Acceptance of location requests in websites?

We are starting to build a website with an adaptive design (responsive philosohpy).
Because the adaptive design is not just about designing websites that adapt to screen size, we want to include all (for our site relevant) parts of responsive web. (e.g what time it is, what season and other events)

And a big part of the adaptive design is the location part.
But I worry about the acceptance of sharing his own postition.

For example, me and several friends are annoyed of googles constant request if he could use my current location (mostly on the mobile site). I won't let track my location on websites, where I don't need it.
Example:
Location Request on Google Mobile Search

The question is:
How big is the acceptance of location requests? Find users it mostly annoying or useful?

Edit:
The location detection over IP is not enough accurate. So either we ask for the location or we can't show the location-specific content.

What we ask ourself is:
Ask for location:
We need to ask the user's location right at the start of the website. Then we can specify our content to display. But it could annoy the user, which we won't.

+ Location-Specific content, which reduce the steps to get the information the user wants - Asking for the location can annoy the user and maybe he won't use the application...

Don't ask for location :
+ The user can just start to browse the information on the site
- The user will have to click through the website-strucutre to find the searched information. Depending on the searched info, it could be more than 3 steps and will frustrate the user.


- _TO DO_:
Copy each line of the data below in which the word "Create" can be found.

INFORMATION PROVIDED START

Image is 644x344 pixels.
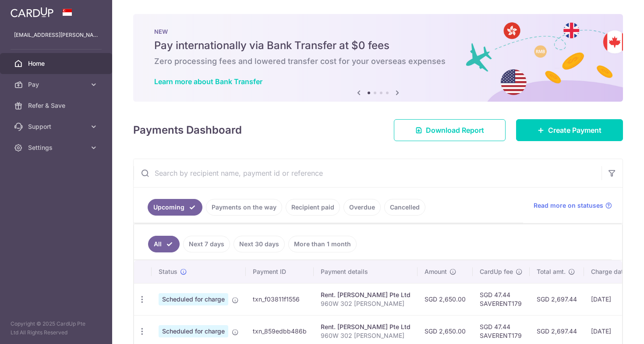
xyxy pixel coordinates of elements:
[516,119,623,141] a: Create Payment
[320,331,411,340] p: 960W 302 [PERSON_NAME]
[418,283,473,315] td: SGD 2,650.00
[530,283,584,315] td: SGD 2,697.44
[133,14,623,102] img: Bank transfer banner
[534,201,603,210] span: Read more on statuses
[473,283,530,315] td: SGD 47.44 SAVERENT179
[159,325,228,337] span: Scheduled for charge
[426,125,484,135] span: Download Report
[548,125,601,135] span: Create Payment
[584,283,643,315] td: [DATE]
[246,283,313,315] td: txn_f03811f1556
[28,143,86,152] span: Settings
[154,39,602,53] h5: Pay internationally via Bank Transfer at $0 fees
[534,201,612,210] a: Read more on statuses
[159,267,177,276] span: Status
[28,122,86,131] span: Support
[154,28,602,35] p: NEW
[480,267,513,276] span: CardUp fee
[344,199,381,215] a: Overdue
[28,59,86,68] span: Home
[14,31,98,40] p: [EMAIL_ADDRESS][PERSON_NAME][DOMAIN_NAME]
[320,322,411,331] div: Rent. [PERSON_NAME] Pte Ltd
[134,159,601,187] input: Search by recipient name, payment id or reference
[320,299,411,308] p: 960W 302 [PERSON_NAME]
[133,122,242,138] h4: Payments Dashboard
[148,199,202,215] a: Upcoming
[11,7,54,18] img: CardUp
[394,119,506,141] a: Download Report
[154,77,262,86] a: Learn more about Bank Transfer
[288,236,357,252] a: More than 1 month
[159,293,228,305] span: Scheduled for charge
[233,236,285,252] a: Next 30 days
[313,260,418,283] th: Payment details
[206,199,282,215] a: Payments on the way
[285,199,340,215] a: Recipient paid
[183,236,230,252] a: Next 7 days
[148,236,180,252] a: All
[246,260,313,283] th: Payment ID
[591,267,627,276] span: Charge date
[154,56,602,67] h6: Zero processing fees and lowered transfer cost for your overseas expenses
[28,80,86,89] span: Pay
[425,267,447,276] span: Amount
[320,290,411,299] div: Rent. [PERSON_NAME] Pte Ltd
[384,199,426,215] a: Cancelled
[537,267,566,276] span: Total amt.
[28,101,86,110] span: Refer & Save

INFORMATION PROVIDED END

- _TASK RESULT_:
[516,119,623,141] a: Create Payment
[548,125,601,135] span: Create Payment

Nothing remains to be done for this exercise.